For years the BBC Springwatch series has been a highlight of the television year. This year Bill Oddie and Co will be based in East Anglia. PAUL GEATER visited Pensthorpe nature reserve in Norfolk to see where this year's show will be coming from - and found out just what attracted the programme makers to the area.

A QUARTER of a century ago Pensthorpe, a few miles outside Fakenham in the heart of rural Norfolk, was a series of

gravel pits with an alien landscape that did little to attract wildlife.

Now it is teeming with native species - and is also home to several exotic birds that are under threat in their own countries.

Pensthorpe is also at the heart of an ambitious proposal to reintroduce the European Crane to Britain. It is a species that has been extinct in this country since the 16th century, but wilderness areas in the country have been identified as potential areas for a successful re-introduction.
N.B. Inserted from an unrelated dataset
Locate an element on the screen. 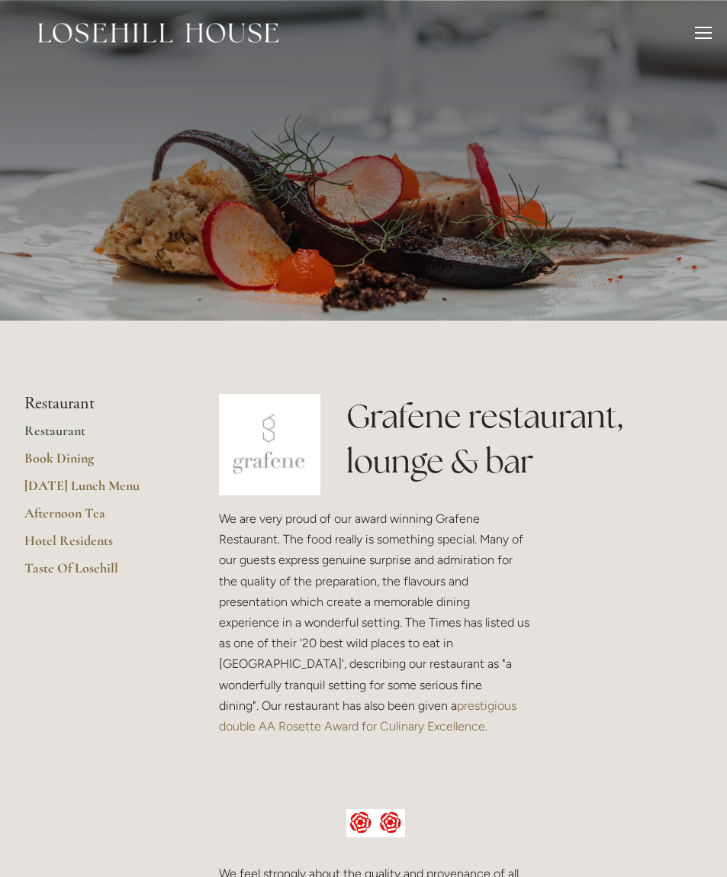  img: grafene.jpg is located at coordinates (269, 444).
It opened as a wildfowl centre in 1988 after gravel workings beside the River Wensum were dug out.

Initially it was mainly known as a home for exotic wildfowl, but over the years it has become more important as a nature reserve for native species.

The reserve is 250 acres, but it is next to a 600-acre organic farm. Both the farm and nature reserve are now owned by the Jordan family - famous for wholegrain

cereals and bars - and are all managed to encourage wildlife.
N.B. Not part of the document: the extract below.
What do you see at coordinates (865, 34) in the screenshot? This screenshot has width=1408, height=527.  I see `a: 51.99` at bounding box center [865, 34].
Although only the reserve is open to the public, visitors can see the farm from a special vehicle, the Wensum Discovery Tour, which makes regular tours during the day.

The reserve itself is centred on the former gravel pits which have now been landscaped and provide a perfect habitat for wildfowl, including divers which need deep water to thrive.
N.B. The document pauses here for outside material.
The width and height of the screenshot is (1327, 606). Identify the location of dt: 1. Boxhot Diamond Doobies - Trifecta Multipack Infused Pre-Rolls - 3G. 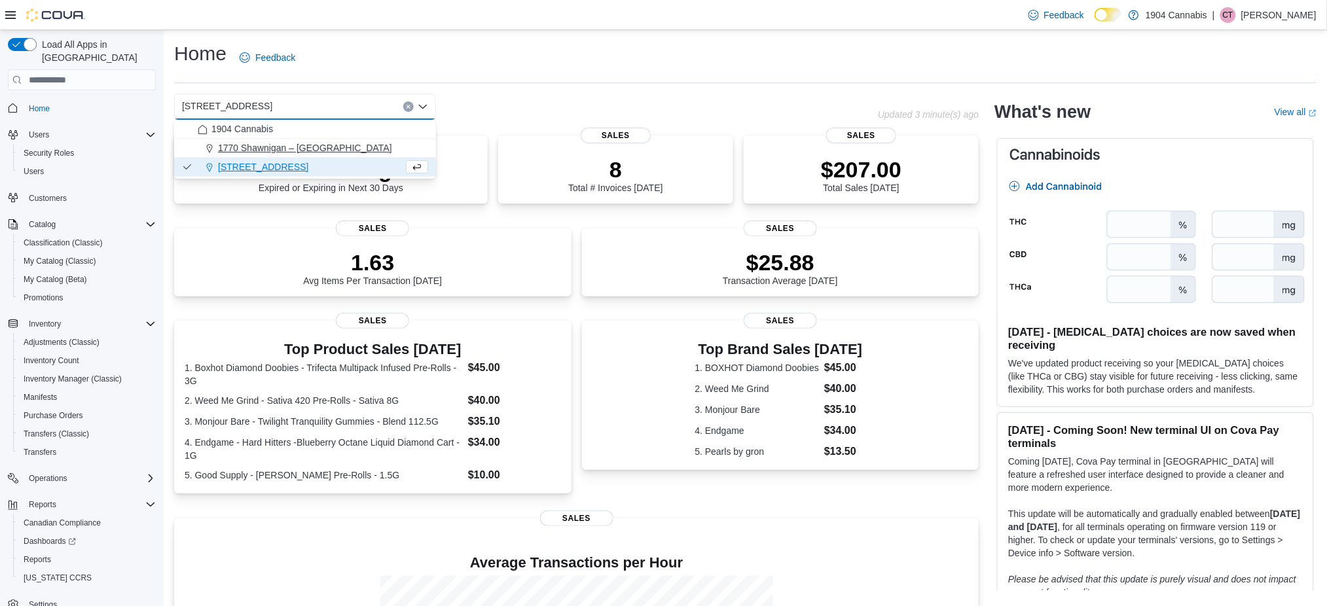
(323, 374).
A modern visitors' centre gives information about the birds and other wildlife - and huge walk-through aviaries give visitors the chance to see at close quarters rare British birds that you are lucky to see through binoculars on other reserves.

But it is on the walks away from the visitor centre that visitors get real close encounters with British wildlife - and it is this which attracted the Springwatch team to Pensthorpe.

A walk along the River Wensum gives people the change to spot many different species, and a hide in the woods gives the perfect opportunity to see songbirds feeding on seeds and nuts.

There was nothing to see when I went into the hide, but within five minutes the trees were alive - and a long-tailed tit started enjoying the feast on offer just inches away.

Pensthorpe will remain open to the public throughout the Springwatch season which seems certain to boost its visitor numbers - but in truth it is worth a visit at any time of the year.